On the subsequent drive, Ohio State began on its own 4-yard line, backed up to the rowdy student section. They escaped, thanks to the only offensive play that worked consistently for Ohio State all night – the screen pass. Dwayne Haskins shook off three uneven quarters and hit a middle screen to J.K. Dobbins, who galloped 35 yards out of the shadow of the goal line. K.J. Hill capped the drive with another screen, dicing past Penn State’s John Reid and prancing 24 yards into the end zone for the winning score. He was accompanied by strong wide receiver blocking, something that surely makes Meyer, a former receivers coach, giddy to the core. “They knew they had to get after him,” offensive coordinator Ryan Day said of Haskins. “They were rushing hard. They were coming after us.”

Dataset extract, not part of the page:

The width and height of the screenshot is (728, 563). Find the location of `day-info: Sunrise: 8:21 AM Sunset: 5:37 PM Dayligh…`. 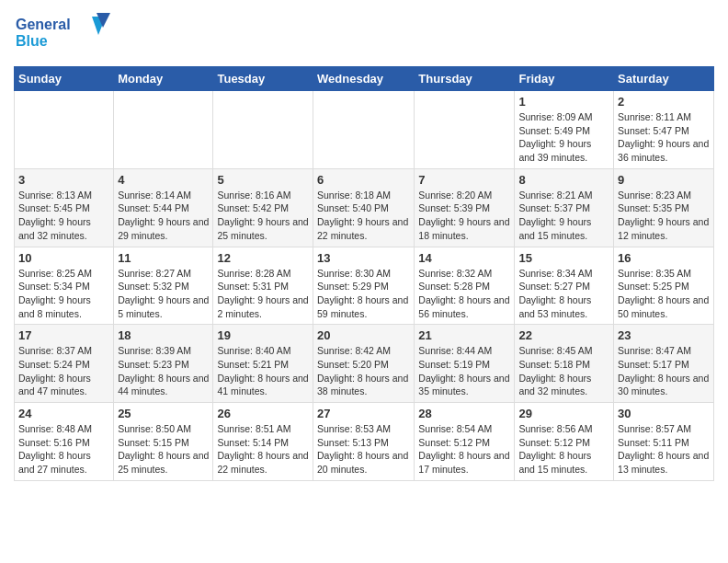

The 96 yards, bookended by screens, slammed the door on Penn State and kept everything wide open for all of Ohio State’s goals – from Big Ten East all the way to the College Football Playoff. Ohio State committed 10 penalties for 105 yards, gave up the longest touchdown in school history (again, 93 yards) and seemed helpless at times to stop obvious quarterback runs.

But when it all mattered, Haskins’ night flipped from pedestrian to gritty, Ohio State’s defense went from porous to opportunistic, and the Buckeyes found a way to end the party in State College a few hours before last call. “Where did the last drive start from?” Meyer said. “The 4-yard-line? And we went 96 yards? At Penn State?”

His paused for a second, his eyes looking like they’d seen a flash bulb, and then retreated into the locker room to try and sort out what had just happened. The Penn State fans streaming into the chilly night were wondering the same thing.